There are as many ‘personal chefs’ in Palm Beach as there are swimming pools. I see them in their white chef coats and Mario Batali crocs at Publix Super Market chatting each other up as they fondle the passion fruit. I have had to resist the urge to run up to them and say, “I personally know Wolfgang Puck … personally!”
Palm Beach residents love to dine together. Restaurants flourish, but elegant dinner parties reign! They always have.
So, what does one do in a town where an intimate sit down dinner is for forty people? If one is a Texas DNA challenged, Left Coast Malibubi, “Y’all come on over and I’ll cook up something” works. During the season of Madoff, a small home cooked dinner - while not the rage – does earn a few sophisticated nods of approval. Besides, it gives me a certain pleasure to psychically push aside the personal chefs at Publix so that I too can fondle the passion fruit with the same sense of authority!
Trying to find something different that is relatively easy to do at the last minute and actually tastes good is the goal. I have gone through the various BBQ and Mexican dinner menus, all of which were adored by my if-I-see-one-more-beef-tornado-on-my-plate-I-will-scream friends. And, I do relish their fawning looks of gratitude over the unexpected but delicious déclassé fare!
Stories
Stories
Winter Silence
Everyone wants to move to Maine these days...It wasn't like that when we were growing up. In fact, very few people that lived here wanted to stay here, but they couldn't afford to move. No one knew where Maine was, they would stare blankly at you like it was a foreign country.
My neighbors are still the neighbors that I have had for the last fifty years or so. They watch out for you in a non-cloying way just as you watch out for them. That is just what you do in a small town. I always am thankful that my nearest neighbor is over a half mile away except for my sister's house a mere 100 feet away.
It is heavenly to be in a dense oak tree forest on a bucolic lake watching the snow storms make their way across the frozen lake. It has been peaceful and people-less for the last 35 years. Neighbors in seasonal cottages that stayed a month or two but never more than that – until now.
To The Fruit Cart Guy On My Corner
Dear Mr. Fruit Cart Guy On My Corner:
I do not know how old you are.
I do not know from what country you hail.
I do not know whether you are married or single, straight or gay.
I do not know where you live.
I do not know if you have children.
I do not know whether you own a dog, or a cat, or a ferret.
I do not know where you get your fruit.
I do not know where you go when you need to pee.
I do not know if you use mousse or spray-on gel to get that Elvis-like wave in your hair.
I do not know what drives you to put blueberries on sale one day (2
cartons for $5) and strawberries on sale the next (2 cartons for $ 4)
Shit.
I do not even know your name.
But I do know this...
The Resilient Ones
Darkness has flooded my room. I nervously try to avoid pressing power buttons on any of the number of electronics that surround me. Has the power gone out? Did we buy enough if it did? When will it come back on? I go to plug in my computer and to my dismay, the charge light comes on. Hurricane Sandy has completely spared my apartment building—and for the most part my neighborhood: Bushwick Brooklyn.
And I feel nothing but gratefulness for that—but sadness for all that I am seeing across the East River.
My friends on the Island are without power. Those in the lower east side, and most below 34th street- my fellow New Yorkers are too. The subways have flooded, the tunnels are closed, and homes have been destroyed. Cars are floating down the streets—the Brooklyn Bridge Park Carousel is now a submarin-o-sel, and a hospital was evacuated late in the night.
The Soup Diet
Recently at my dentist's office I told one of the assistants that she looked great. Her skin glowed, her hair bounced and her body looked lean and firm. "Thanks. I'm killing myself doing that P90X program," she said.
Oh. P90X. In case you haven't heard of it, it's an intensive (some think masochistic) home exercise program that relies on cross-training: a mix of cardio, strength training, yoga, and stretching. As for the diet, it's high protein and low-to-no carbs. Think skinless chicken and egg whites. If you even fantasize about pasta or potatoes, you need to drop and do 50 push-ups.
The assistant added, "You should see my husband though. He has lost 12 pounds in two weeks. He looks amazing!"
"He's doing the P90X too?" I asked.
"No. He's on the soup diet," she said.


For the records below, the count of lines that hold "industries" is required; give only that number.
Start of EXERCISE MATERIALS
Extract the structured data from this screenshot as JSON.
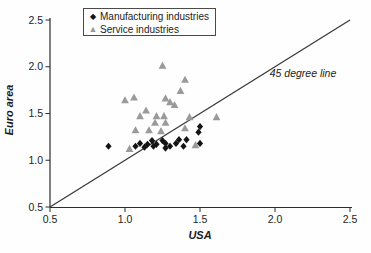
{
  "chart_data": {
    "type": "scatter",
    "title": "",
    "xlabel": "USA",
    "ylabel": "Euro area",
    "xlim": [
      0.5,
      2.5
    ],
    "ylim": [
      0.5,
      2.5
    ],
    "xticks": [
      "0.5",
      "1.0",
      "1.5",
      "2.0",
      "2.5"
    ],
    "yticks": [
      "0.5",
      "1.0",
      "1.5",
      "2.0",
      "2.5"
    ],
    "grid": false,
    "legend_position": "top-left-inside",
    "reference_line": {
      "label": "45 degree line",
      "from": [
        0.5,
        0.5
      ],
      "to": [
        2.5,
        2.5
      ],
      "color": "#3a3a3a"
    },
    "series": [
      {
        "name": "Manufacturing industries",
        "marker": "diamond",
        "color": "#141414",
        "points": [
          [
            0.89,
            1.15
          ],
          [
            1.07,
            1.15
          ],
          [
            1.1,
            1.18
          ],
          [
            1.13,
            1.14
          ],
          [
            1.15,
            1.17
          ],
          [
            1.18,
            1.21
          ],
          [
            1.19,
            1.15
          ],
          [
            1.21,
            1.17
          ],
          [
            1.25,
            1.21
          ],
          [
            1.27,
            1.18
          ],
          [
            1.27,
            1.13
          ],
          [
            1.3,
            1.15
          ],
          [
            1.34,
            1.18
          ],
          [
            1.36,
            1.22
          ],
          [
            1.39,
            1.15
          ],
          [
            1.41,
            1.22
          ],
          [
            1.49,
            1.3
          ],
          [
            1.5,
            1.36
          ],
          [
            1.5,
            1.18
          ]
        ]
      },
      {
        "name": "Service industries",
        "marker": "triangle",
        "color": "#9a9a9a",
        "points": [
          [
            1.25,
            2.01
          ],
          [
            1.4,
            1.86
          ],
          [
            1.37,
            1.74
          ],
          [
            1.0,
            1.64
          ],
          [
            1.06,
            1.67
          ],
          [
            1.27,
            1.66
          ],
          [
            1.3,
            1.62
          ],
          [
            1.33,
            1.59
          ],
          [
            1.14,
            1.53
          ],
          [
            1.1,
            1.47
          ],
          [
            1.21,
            1.47
          ],
          [
            1.26,
            1.47
          ],
          [
            1.43,
            1.46
          ],
          [
            1.61,
            1.46
          ],
          [
            1.2,
            1.4
          ],
          [
            1.27,
            1.4
          ],
          [
            1.07,
            1.32
          ],
          [
            1.16,
            1.32
          ],
          [
            1.24,
            1.31
          ],
          [
            1.4,
            1.34
          ],
          [
            1.03,
            1.12
          ],
          [
            1.47,
            1.16
          ]
        ]
      }
    ],
    "axis_color": "#2b2b2b",
    "tick_label_color": "#1c1c1c"
  }
}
End of EXERCISE MATERIALS
■ SOLUTION TO THE EXERCISE ■
2